Subsidy removal: We didn’t bargain for current hardship – Gani Adams

The Aare Ona Kakanfo of Yoruba land, Chief Gani Adams, has expressed disappointment over the current economic hardship in the country triggered off by the removal of fuel subsidy.

In a statement by his Special Assistant on Media, Kehinde Aderemi, on Thursday, Adams said Nigerians did not expect this kind of hardship under President Bola Tinubu, being from the South-West.

Adams said, “This situation is becoming very unbearable. There is no country in the world like Nigeria (a major producer of oil) where the citizens are groaning in pain over an insensitive increase in the prices of fuel.

“We knew how much we bought fuel before now. Nigeria is yet to survive the subsidy removal that led to the sudden increase in the price of fuel from N187 to N500 per litre before it was jerked up to N617 per litre within two months. It is painful. No sensitive government would be happy when its citizens were suffering.
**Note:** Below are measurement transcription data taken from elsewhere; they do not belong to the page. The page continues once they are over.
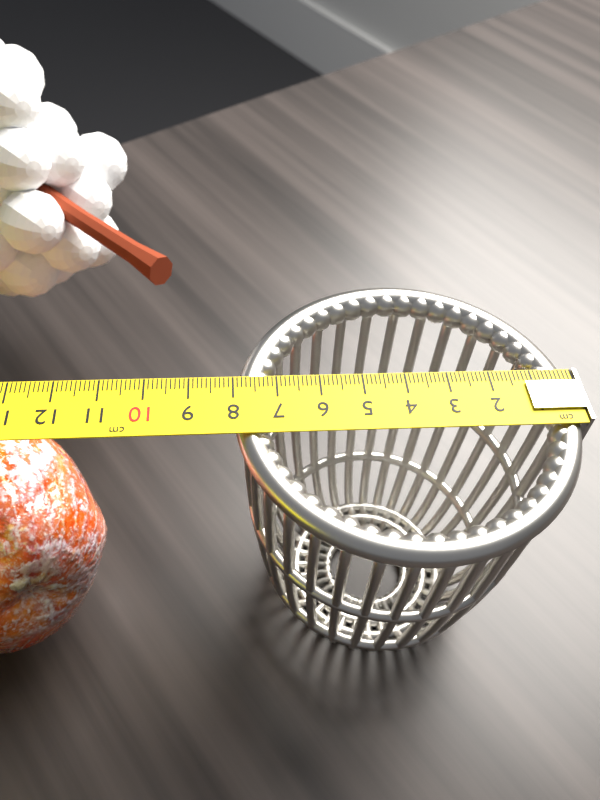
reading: 8.0 cm
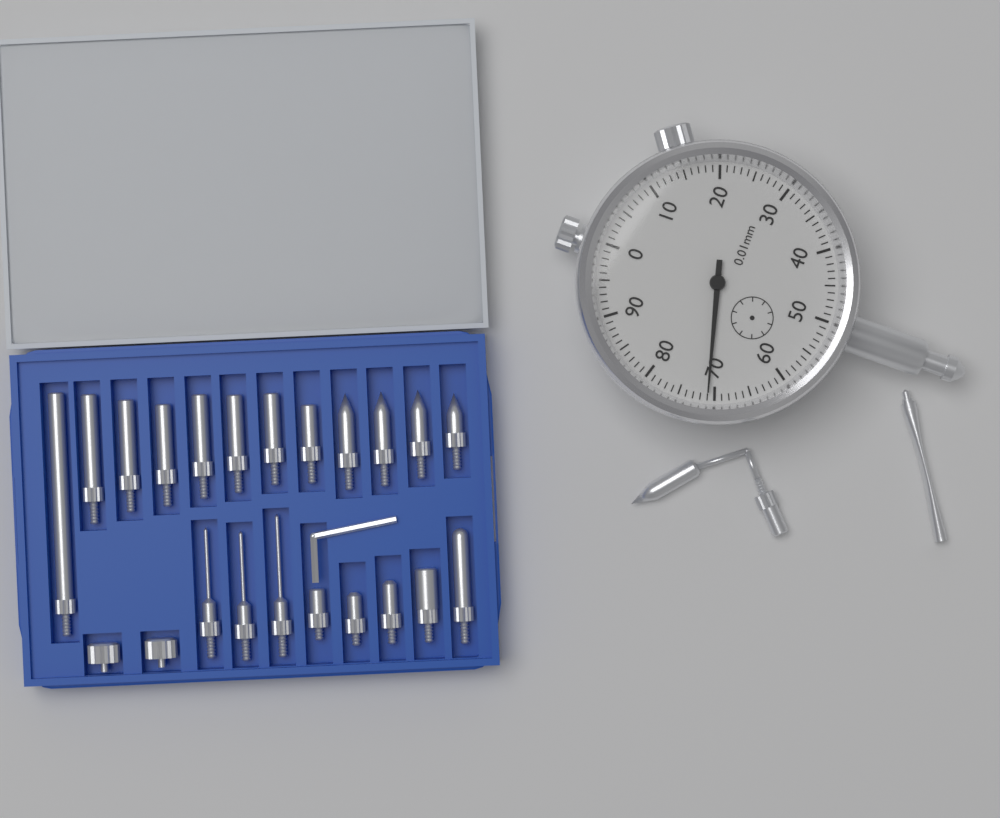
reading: 0.71 mm
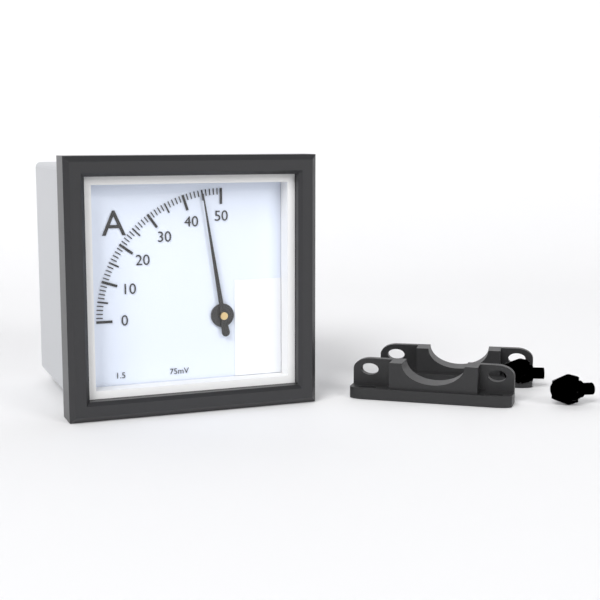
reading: 45 A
“It is imperative for me to speak up, especially with what we are experiencing now in the country. It is unfortunate; this is not what we expect from a President who is coming from the South-West region of the country.

“A father must work on the best way to solve the problem of the children.”

“All over the world, many things have been subsidised in the interest of the mass of the people. Power, health, food, and other necessities of life are being subsidised.

“Petrol, being the main commodity that moves the economy, and now the same product is being sold for N617 per litre. It is unbearable.

“For instance, an ordinary Nigerian worker travelling from the mainland to the island on a weekly basis would spend 25 litres of fuel per day—that is over N15,000 naira,” Adams lamented.

He called the President “to retrace his steps in order to save the country from this hardship.”